One idea I like but am still smoothing the edges of is the real historical figure of William Alexander, Lord Stirling who IOTL tried to claim the (by then defunct) title of Earl Stirling and managed in Scottish but not English courts. When that failed, he set up an estate in New Jersey to grow wine grapes and live the life of a Scottish lord in exile, and ended up in contact with enough American notables including Washington that he became a somewhat prominent Revolutionary general. My thought is that something similar happens here, except that instead of a claimant to a defunct line he's a younger son or something, so setting up a lavish estate in the family lands on Long Island to pursue his hobbies of vineyard grapes and a friendship with prominent American notables like Washington or Franklin is allowed. Like OTL, his American sympathies are stoked, and he ends up as a Revolutionary general. Either shortly before, shortly after, or perhaps during the war the rest of the family has a run of bad health, and he ends up inheriting the title just in time to renounce it at the end of the war and the founding of the new nation...though of course not renouncing all of the Alexander family's personal property on the colony, leaving the family on par with the Van Rensselaer or Stuyvesant families. (Which then gives me a throughline for colonial development, plus the Alexanders of Long Island and their personal fortune can help smooth over any wacky transit schemes I have in mind like a rail tunnel under the Race from Eastern Long Island to New London, CT sometime in the early 1910s or 1920s.)

It's a little out of my usual wheelhouse of space-themed timelines, so I'd end up needing to do a lot of research about Scottish demographics, the growth of New England and Dutch colonies around the 1640s to 1700, inheritance traditions, Presbyterian-Puritan dynamics in the colonies, the Darien Scheme, the Highland clearances, and such, but does this sound like it might be of interest to people, or just silly on the face of it?
 
I'd read it! My family is from LI and I've often wondered about alternate paths that prevent it from being an overdeveloped sprawling mess - I guess a POD in the 1600s would do away with Robert Moses, at least.

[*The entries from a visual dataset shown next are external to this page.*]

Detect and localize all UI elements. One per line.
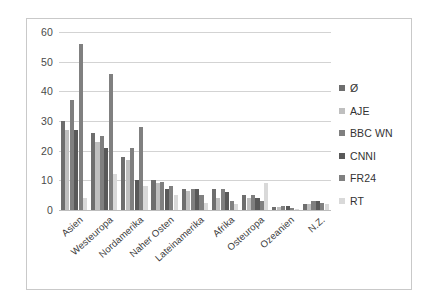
legend-swatch-icon <box>339 198 345 204</box>
bar <box>204 203 208 210</box>
chart-legend: ØAJEBBC WNCNNIFR24RT <box>339 77 413 212</box>
legend-item-label: RT <box>350 195 364 207</box>
legend-item[interactable]: AJE <box>339 100 413 123</box>
bar <box>79 44 83 210</box>
gridline-0 <box>59 210 331 211</box>
y-axis-tick-labels: 0102030405060 <box>27 32 57 210</box>
legend-item[interactable]: CNNI <box>339 145 413 168</box>
x-axis-tick-labels: AsienWesteuropaNordamerikaNaher OstenLat… <box>59 212 331 282</box>
legend-swatch-icon <box>339 108 345 114</box>
legend-swatch-icon <box>339 85 345 91</box>
legend-swatch-icon <box>339 130 345 136</box>
bar <box>143 186 147 210</box>
bar-group <box>150 32 180 210</box>
bar <box>295 209 299 210</box>
legend-item-label: FR24 <box>350 172 376 184</box>
y-tick-label-60: 60 <box>41 26 53 38</box>
bar-group <box>89 32 119 210</box>
legend-item-label: CNNI <box>350 150 376 162</box>
y-tick-label-0: 0 <box>47 204 53 216</box>
chart-frame: 0102030405060 AsienWesteuropaNordamerika… <box>26 18 412 290</box>
bar-group <box>301 32 331 210</box>
y-tick-label-40: 40 <box>41 85 53 97</box>
legend-item-label: Ø <box>350 82 358 94</box>
bar <box>325 204 329 210</box>
legend-item[interactable]: FR24 <box>339 167 413 190</box>
legend-item[interactable]: Ø <box>339 77 413 100</box>
x-tick-label: Asien <box>60 214 86 239</box>
y-tick-label-10: 10 <box>41 174 53 186</box>
legend-item-label: AJE <box>350 105 370 117</box>
bar <box>113 174 117 210</box>
bars-layer <box>59 32 331 210</box>
y-tick-label-20: 20 <box>41 145 53 157</box>
y-tick-label-30: 30 <box>41 115 53 127</box>
legend-item[interactable]: BBC WN <box>339 122 413 145</box>
bar-group <box>180 32 210 210</box>
legend-item[interactable]: RT <box>339 190 413 213</box>
x-tick-label: N.Z. <box>306 214 327 235</box>
legend-swatch-icon <box>339 175 345 181</box>
bar-group <box>271 32 301 210</box>
bar <box>83 198 87 210</box>
bar <box>174 195 178 210</box>
bar-group <box>59 32 89 210</box>
bar-group <box>210 32 240 210</box>
bar-group <box>119 32 149 210</box>
legend-item-label: BBC WN <box>350 127 393 139</box>
bar <box>264 183 268 210</box>
legend-swatch-icon <box>339 153 345 159</box>
bar-group <box>240 32 270 210</box>
bar <box>234 204 238 210</box>
y-tick-label-50: 50 <box>41 56 53 68</box>
x-tick-label: Afrika <box>210 214 236 239</box>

The status of Gardiners Island as its own mini proprietary colony might be an interesting wrinkle ITTL.
 
I'd read it! My family is from LI and I've often wondered about alternate paths that prevent it from being an overdeveloped sprawling mess - I guess a POD in the 1600s would do away with Robert Moses, at least.
Part of the idea of this is that as its own state, with its capitol someplace in the middle or even east end of the island, transportation around the island with rail (and not just to Brooklyn) will be prioritized: more cross-island lines, more frequent service with connections on the outer end of the island, more transit around the twin Boroughs of Brooklyn, LI (Brooklyn and Queens) and so on. The Race Tunnel means that one of the high-speed mainlines from NYC to Boston runs via Long Island (nice straight lines, vs the curves of the New Haven RR legacy line through Connecticut). It'll still have suburbanization, probably, but I can use the Alexander money as an excuse for some of what we might call transit-oriented development schemes being implemented, and the fact that once they renounce the Earldom the Alexanders will still have something like 10% of the island as private holdings can help lead to nice state parks which are unlikely to be developed, reducing sprawl a bit.